Colonel William Stewart, third son of the "Good
Lord" rendered vigorous support to his brother, the Earl of Arran. He was a soldier
rather than a statesman and he carried out the spadework of many of his brotherAmbitious schemes. On one occasion, indeed, he represented his country at the
court of Queen Elizabeth, but it was his military prowess rather than his keen
intellectuality that brought him to the front. He it was who freed the king from the
Ruthven faction, who captured the Earl of Gowrie, who defended Stirling against
overwhelming odds, and who in every possible way attempted to bring to book any who dared
to thwart the designs of his aspiring brother. As part of reward for his services, he
received from King James the lands and barony of Carstairs. He is supposed to have been
murdered by the Earl of Bothwell in 1588.
When the "Good Lord Ochiltree" died, his grandson Andrew
succeeded to the title and estates; but he sold both to his cousin, Sir James Stewart of
Killeth, son of the notorious Captain James Stewart. The new lord seems to have had it in
his mind to follow to some extent in the footsteps of his father. The father thrust
himself into public notice by his vigorous and successful denunciation of the Regent
Morton. The son sought to find an opening into the political arena by an attack upon the
Marquis of Hamilton.
About the year 1630, in the reign of Charles I, Lord Reay had raised
a regiment to support the great Gustavus Adolphus of Sweden against the Germans. The
Scottish troops acquitted themselves with so much credit, and were so handsomely treated
that when their period of service came to an end, the discharged soldiers at once
re-enlisted; and fresh recruits from Scotland offered themselves in such numbers that a
national brigade of then thousand men was soon ready for the field. Lord Ochiltree,
however, suspecting that things were not quite what they seemed, went the length of openly
accusing the Marquis of Hamilton of a design to employ these forces in support of his own
claims to the throne. The king rejected the suggestion as absurd, and turned the tables
upon Ochiltree by putting him upon his trial for leasing making which at that time was a
capital offence. The trial took place in Scotland and his Lordship was found guilty and
condemned to perpetual imprisonment in Blackness Castle. For twenty years he pined in that
melancholy donjon and it was not till 1651, after the victories of Dunbar and Worcester,
that he was released by the order of Oliver Cromwell. He died in 1659 leaving as his heir
a lad of tender years, with whose untimely death while yet a student in the University of
Edinburgh the title became extinct.
The barony was now acquired by the first Earl of Dundonald and
bestowed by him on his second son, Sir John Cochrane, who obtained a charter of it from
the crown on March 6th, 1667. Sir John came into conflict with the reigning
family on more than one occasion. He resented the tyranny of the second Charles, and
entered into a scheme with some other Scottish gentlemen to establish a colony in America.

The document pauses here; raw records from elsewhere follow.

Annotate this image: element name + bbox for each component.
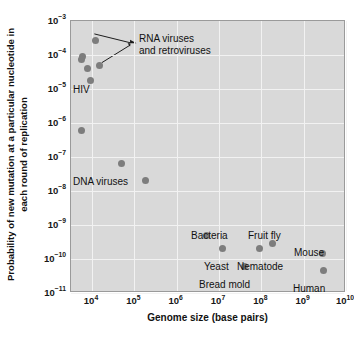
y-axis-title-text: Probability of new mutation at a particu… (5, 19, 30, 291)
y-axis-tick-label: 10−10 (32, 253, 66, 264)
data-point (118, 160, 125, 167)
x-axis-tick-label: 106 (168, 295, 182, 306)
y-axis-tick-label: 10−7 (32, 151, 66, 162)
annotation-fruit-fly: Fruit fly (248, 230, 281, 242)
y-axis-tick-label: 10−4 (32, 49, 66, 60)
data-point (142, 177, 149, 184)
gridline-vertical (346, 21, 347, 291)
annotation-bread-mold: Bread mold (199, 279, 250, 291)
annotation-rna-viruses: RNA viruses and retroviruses (139, 33, 211, 56)
annotation-hiv: HIV (73, 84, 90, 96)
data-point (87, 77, 94, 84)
data-point (320, 267, 327, 274)
data-point (92, 37, 99, 44)
annotation-human: Human (293, 283, 325, 295)
y-axis-tick-label: 10−6 (32, 117, 66, 128)
data-point (78, 56, 85, 63)
y-axis-tick-label: 10−5 (32, 83, 66, 94)
y-axis-tick-label: 10−11 (32, 287, 66, 298)
x-axis-tick-label: 1010 (336, 295, 354, 306)
y-axis-tick-labels: 10−310−410−510−610−710−810−910−1010−11 (28, 0, 66, 341)
annotation-bacteria: Bacteria (191, 230, 228, 242)
data-point (96, 62, 103, 69)
gridline-vertical (134, 21, 135, 291)
x-axis-tick-label: 104 (84, 295, 98, 306)
annotation-mouse: Mouse (294, 247, 324, 259)
annotation-yeast: Yeast (204, 261, 229, 273)
annotation-dna-viruses: DNA viruses (73, 176, 128, 188)
y-axis-tick-label: 10−8 (32, 185, 66, 196)
data-point (84, 65, 91, 72)
gridline-vertical (92, 21, 93, 291)
x-axis-title: Genome size (base pairs) (70, 312, 345, 323)
y-axis-tick-label: 10−3 (32, 15, 66, 26)
data-point (219, 245, 226, 252)
x-axis-tick-label: 107 (211, 295, 225, 306)
annotation-nematode: Nematode (237, 261, 283, 273)
x-axis-tick-label: 109 (295, 295, 309, 306)
x-axis-tick-label: 105 (126, 295, 140, 306)
data-point (256, 245, 263, 252)
x-axis-tick-label: 108 (253, 295, 267, 306)
y-axis-tick-label: 10−9 (32, 219, 66, 230)
gridline-vertical (177, 21, 178, 291)
data-point (78, 127, 85, 134)
plot-area: RNA viruses and retrovirusesHIVDNA virus… (70, 20, 345, 292)
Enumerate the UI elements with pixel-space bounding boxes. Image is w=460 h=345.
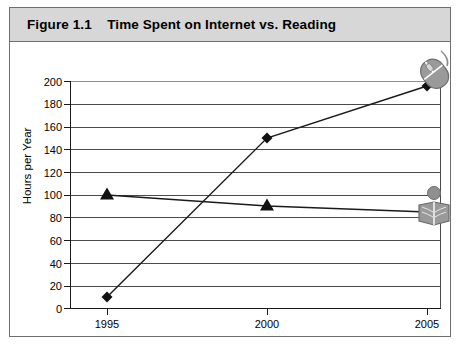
chart-series-layer (10, 42, 452, 338)
person-reading-book-icon (414, 183, 454, 233)
series-reading (100, 188, 434, 217)
figure-container: Figure 1.1 Time Spent on Internet vs. Re… (9, 7, 451, 337)
computer-mouse-icon (410, 49, 460, 99)
figure-title-bar: Figure 1.1 Time Spent on Internet vs. Re… (9, 7, 451, 42)
series-internet (102, 81, 433, 303)
chart-frame: 200 180 160 140 120 100 80 60 40 20 0 Ho… (9, 41, 451, 337)
series-internet-line (107, 86, 427, 297)
series-reading-marker-2000 (260, 199, 274, 211)
series-reading-marker-1995 (100, 188, 114, 200)
page-title: Figure 1.1 Time Spent on Internet vs. Re… (27, 17, 336, 32)
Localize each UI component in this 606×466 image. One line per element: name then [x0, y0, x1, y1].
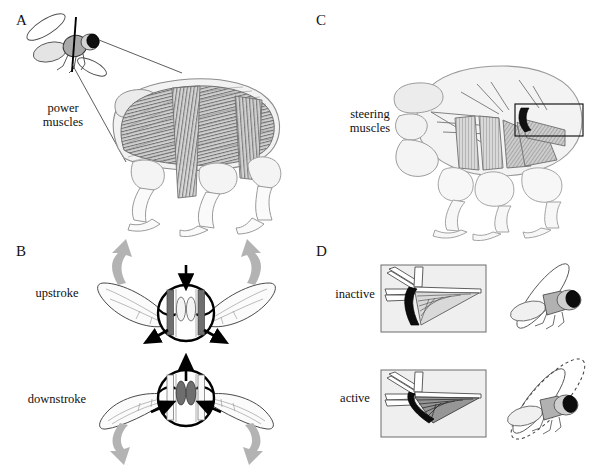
inactive-fly	[508, 258, 582, 335]
upstroke-arrow-left	[152, 330, 168, 339]
panel-c-letter: C	[316, 12, 326, 29]
power-muscles-label-line1: power	[28, 101, 98, 115]
panel-a: A	[0, 0, 303, 233]
panel-d-drawing	[303, 233, 606, 466]
upstroke-thorax-section	[158, 285, 214, 341]
downstroke-wing-right	[205, 394, 273, 430]
panel-b: B	[0, 233, 303, 466]
upstroke-motion-arrow-right	[241, 239, 261, 285]
panel-d: D	[303, 233, 606, 466]
steering-muscles-label-line1: steering	[331, 107, 409, 121]
legs-group	[433, 168, 562, 241]
upstroke-diagram	[98, 239, 276, 341]
power-muscles-label: power muscles	[28, 101, 98, 129]
upstroke-wing-right	[205, 283, 275, 327]
active-fly	[501, 350, 594, 449]
figure-root: A	[0, 0, 606, 466]
dvm-bar-left	[167, 290, 174, 335]
upstroke-wing-left	[98, 283, 168, 327]
panel-a-letter: A	[16, 12, 27, 29]
dlm-ellipse-right	[186, 381, 196, 405]
upstroke-motion-arrow-left	[112, 239, 132, 285]
dvm-bar-right	[198, 375, 205, 420]
upstroke-arrow-right	[204, 330, 220, 339]
panel-b-drawing	[0, 233, 303, 466]
active-label: active	[313, 391, 397, 405]
downstroke-motion-arrow-left	[110, 423, 130, 465]
dvm-bar-right	[198, 290, 205, 335]
downstroke-label: downstroke	[8, 392, 106, 406]
steering-muscles-label: steering muscles	[331, 107, 409, 135]
panel-c: C	[303, 0, 606, 233]
dlm-ellipse-left	[176, 381, 186, 405]
upstroke-label: upstroke	[12, 286, 102, 300]
downstroke-motion-arrow-right	[243, 423, 263, 465]
fly-whole-body	[23, 9, 109, 80]
inactive-label: inactive	[313, 287, 397, 301]
panel-b-letter: B	[16, 243, 26, 260]
dlm-ellipse-left	[176, 297, 185, 321]
panel-d-letter: D	[316, 243, 327, 260]
dlm-ellipse-right	[186, 297, 195, 321]
dvm-bar-left	[167, 375, 174, 420]
power-muscles-label-line2: muscles	[28, 115, 98, 129]
downstroke-diagram	[100, 363, 274, 465]
magnified-thorax	[113, 79, 281, 237]
steering-muscles-label-line2: muscles	[331, 121, 409, 135]
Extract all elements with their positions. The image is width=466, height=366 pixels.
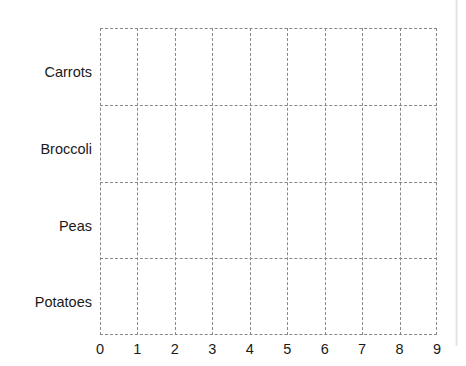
plot-area [100, 28, 437, 335]
x-tick-label-9: 9 [417, 340, 457, 358]
x-tick-label-2: 2 [155, 340, 195, 358]
x-tick-label-0: 0 [80, 340, 120, 358]
x-tick-label-1: 1 [117, 340, 157, 358]
right-edge-scroll-strip[interactable] [455, 0, 458, 346]
bar-track-potatoes [100, 258, 437, 335]
x-tick-label-4: 4 [230, 340, 270, 358]
y-tick-label-peas: Peas [0, 218, 92, 234]
x-tick-label-5: 5 [267, 340, 307, 358]
x-tick-label-8: 8 [380, 340, 420, 358]
y-tick-label-carrots: Carrots [0, 64, 92, 80]
x-tick-label-7: 7 [342, 340, 382, 358]
bar-track-carrots [100, 28, 437, 105]
bar-track-broccoli [100, 105, 437, 182]
bar-chart: Carrots Broccoli Peas Potatoes [0, 0, 466, 366]
bar-track-peas [100, 182, 437, 259]
y-tick-label-potatoes: Potatoes [0, 294, 92, 310]
x-tick-label-3: 3 [192, 340, 232, 358]
y-tick-label-broccoli: Broccoli [0, 141, 92, 157]
x-tick-label-6: 6 [305, 340, 345, 358]
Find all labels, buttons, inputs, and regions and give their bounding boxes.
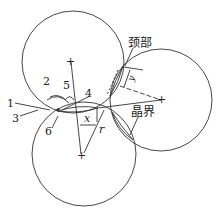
right-center-mark: + — [157, 94, 166, 105]
neck-label: 颈部 — [128, 37, 152, 49]
sintering-diagram — [0, 0, 224, 217]
label-x: x — [84, 113, 90, 124]
label-2: 2 — [43, 76, 50, 87]
label-3: 3 — [12, 113, 19, 124]
grain-boundary-label: 晶界 — [131, 106, 155, 118]
neck-lens — [110, 66, 123, 96]
bottom-center-mark: + — [77, 150, 86, 161]
grain-boundary-lens-right — [112, 112, 133, 140]
label-4: 4 — [85, 88, 92, 99]
label-r: r — [99, 124, 104, 135]
label-6: 6 — [45, 126, 52, 137]
label-5: 5 — [63, 80, 70, 91]
top-center-mark: + — [66, 56, 75, 67]
label-1: 1 — [7, 98, 14, 109]
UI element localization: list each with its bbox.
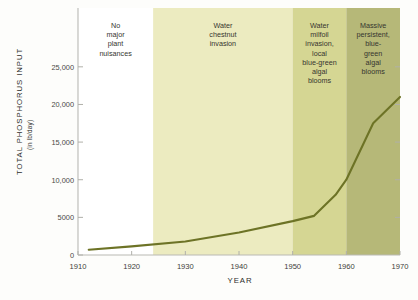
band-label-line: Massive (360, 21, 386, 30)
band-label-line: blue-green (302, 58, 336, 67)
band-label-line: persistent, (357, 30, 390, 39)
y-tick-label: 20,000 (51, 100, 74, 109)
band-label-line: blue- (365, 39, 382, 48)
y-axis-title-group: TOTAL PHOSPHORUS INPUT (in lb/day) (15, 48, 34, 175)
band-label-line: milfoil (310, 30, 329, 39)
band-label-line: green (364, 49, 382, 58)
x-tick-label: 1950 (284, 262, 301, 271)
y-tick-label: 10,000 (51, 176, 74, 185)
band-label-line: No (111, 21, 120, 30)
x-tick-label: 1970 (392, 262, 409, 271)
y-tick-label: 25,000 (51, 63, 74, 72)
band-label-line: blooms (308, 76, 332, 85)
band-label-line: Water (310, 21, 330, 30)
band-label-line: plant (108, 39, 124, 48)
band-label-line: algal (366, 58, 382, 67)
y-axis-title: TOTAL PHOSPHORUS INPUT (15, 48, 24, 175)
x-tick-label: 1960 (338, 262, 355, 271)
x-tick-label: 1910 (70, 262, 87, 271)
y-axis-units: (in lb/day) (26, 120, 34, 150)
band-label-line: algal (312, 67, 328, 76)
y-tick-label: 0 (70, 251, 74, 260)
y-tick-label: 15,000 (51, 138, 74, 147)
band-label-line: invasion, (305, 39, 333, 48)
band-label-line: major (107, 30, 126, 39)
x-tick-label: 1920 (123, 262, 140, 271)
band-label-line: nuisances (99, 49, 132, 58)
band-label-line: Water (213, 21, 233, 30)
x-tick-label: 1930 (177, 262, 194, 271)
band-label-line: local (312, 49, 327, 58)
band-label-line: blooms (362, 67, 386, 76)
x-tick-label: 1940 (231, 262, 248, 271)
band-label-line: chestnut (209, 30, 236, 39)
phosphorus-input-chart: 0500010,00015,00020,00025,00019101920193… (0, 0, 418, 300)
band-label-line: invasion (210, 39, 236, 48)
x-axis-title: YEAR (228, 276, 253, 285)
chart-svg: 0500010,00015,00020,00025,00019101920193… (0, 0, 418, 300)
annotation-bands (78, 8, 400, 255)
y-tick-label: 5000 (58, 213, 74, 222)
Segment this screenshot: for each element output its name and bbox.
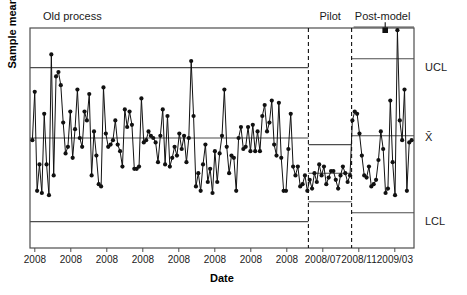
data-point [376,158,380,162]
data-point [182,134,186,138]
data-point [312,171,316,175]
data-point [203,143,207,147]
data-point [386,187,390,191]
data-point [47,193,51,197]
data-point [189,59,193,63]
data-point [296,165,300,169]
data-point [289,112,293,116]
data-point [274,154,278,158]
data-point [251,123,255,127]
data-point [398,118,402,122]
data-point [374,178,378,182]
data-point [40,191,44,195]
data-point [78,136,82,140]
x-tick-label: 2008/07 [305,254,341,265]
data-point [130,123,134,127]
data-point [267,121,271,125]
data-point [206,180,210,184]
data-point [343,171,347,175]
data-point [170,156,174,160]
data-point [123,107,127,111]
data-point [59,83,63,87]
data-point [30,138,34,142]
data-point [225,145,229,149]
data-point [410,138,414,142]
data-point [52,173,56,177]
data-point [215,180,219,184]
data-point [317,162,321,166]
data-point [293,173,297,177]
data-point [284,189,288,193]
data-point [381,147,385,151]
data-point [177,132,181,136]
data-point [118,149,122,153]
x-tick-label: 2008 [96,254,118,265]
data-point [220,134,224,138]
data-point [194,184,198,188]
data-point [139,96,143,100]
data-point [346,180,350,184]
data-point [54,74,58,78]
data-point [310,187,314,191]
data-point [324,182,328,186]
data-point [66,145,70,149]
data-point [395,28,399,32]
data-point [199,189,203,193]
x-tick-label: 2009/03 [377,254,413,265]
data-point [336,187,340,191]
data-point [270,99,274,103]
data-point [87,92,91,96]
data-point [279,156,283,160]
plot-canvas [0,0,467,295]
data-point [104,132,108,136]
data-point [108,143,112,147]
data-point [175,154,179,158]
data-point [244,145,248,149]
x-tick-label: 2008 [24,254,46,265]
data-point [213,149,217,153]
data-point [191,114,195,118]
data-point [111,138,115,142]
data-point [263,103,267,107]
data-point [35,189,39,193]
data-point [137,165,141,169]
data-point [71,156,75,160]
data-point [94,154,98,158]
data-point [364,176,368,180]
data-point [90,173,94,177]
x-tick-label: 2008/11 [341,254,376,265]
out-of-control-point [382,27,388,33]
data-point [239,125,243,129]
data-point [73,127,77,131]
data-point [101,85,105,89]
data-point [49,52,53,56]
data-point [75,88,79,92]
data-point [388,99,392,103]
x-tick-label: 2008 [132,254,154,265]
data-point [234,189,238,193]
data-point [236,136,240,140]
data-point [402,88,406,92]
data-point [44,162,48,166]
data-point [305,189,309,193]
data-point [405,189,409,193]
data-point [222,88,226,92]
data-point [303,173,307,177]
data-point [248,149,252,153]
data-point [113,118,117,122]
data-point [258,149,262,153]
data-point [300,182,304,186]
x-tick-label: 2008 [204,254,226,265]
data-point [308,178,312,182]
data-point [391,160,395,164]
data-point [196,171,200,175]
data-point [61,121,65,125]
x-tick-label: 2008 [240,254,262,265]
data-point [367,165,371,169]
data-point [146,129,150,133]
data-point [158,134,162,138]
data-point [161,107,165,111]
data-point [315,180,319,184]
data-point [286,147,290,151]
data-point [144,138,148,142]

He was sent to London to secure if possible, the royal consent and patronage, but while in
the city he got entangled in an intrigue to put Monmouth on the throne. The Rye House Plot
was attempted and failed, and Sir John and his son fled for safety to Holland, There he
remained until Charles died in 1685. Returning to this country, he became associated with
Argyle in his ill-considered, ill-fated, ill-managed expedition into Scotland on behalf of
Monmouth. Argyle was captured, tried and beheaded. Cochrane fled to Ayrshire but even
there, among his friends and kinsmen, he found no sure refuge. He fell into the hands of
his enemies, was tried and found guilty and condemned to be hanged at the Cross of
Edinburgh as soon as a formal warrant should arrive from London.
And here we come upon the most romantic episode of the entire
history of Ochiltree. Sir John's friends were naturally in great distress over the sad
plight into which he had fallen and many tears were shed. When the Israelites heard of the
threatened fate of Jabesh -Gilead, they lifted up their voices and wept. But there was one
who knowing that weeping would not save the situation, betook himself to vigorous action.
And in the case of Sir John, while others might weep, his daughter, Grisel resolved that
she would postpone her tears until every possible attempt to save her father had been
afforded its full opportunity of success. She got various influences set at work to
mollify the stern and dogged temper of the new king. Her grandfather, Lord Dundonald, had
stood faithfully by the exiled Charles while he was a refugee in France, and his name was
therefore in good odour at court. There was reason to hope that through his intervention,
through professions of penitence and through a judicious distribution of the coin of the
realm, pardon might be obtained for the erring Sir John. But time was short, the warrant
might arrive in Edinburgh and the execution be carried out before these various lines of
influence counld concentrate upon the king.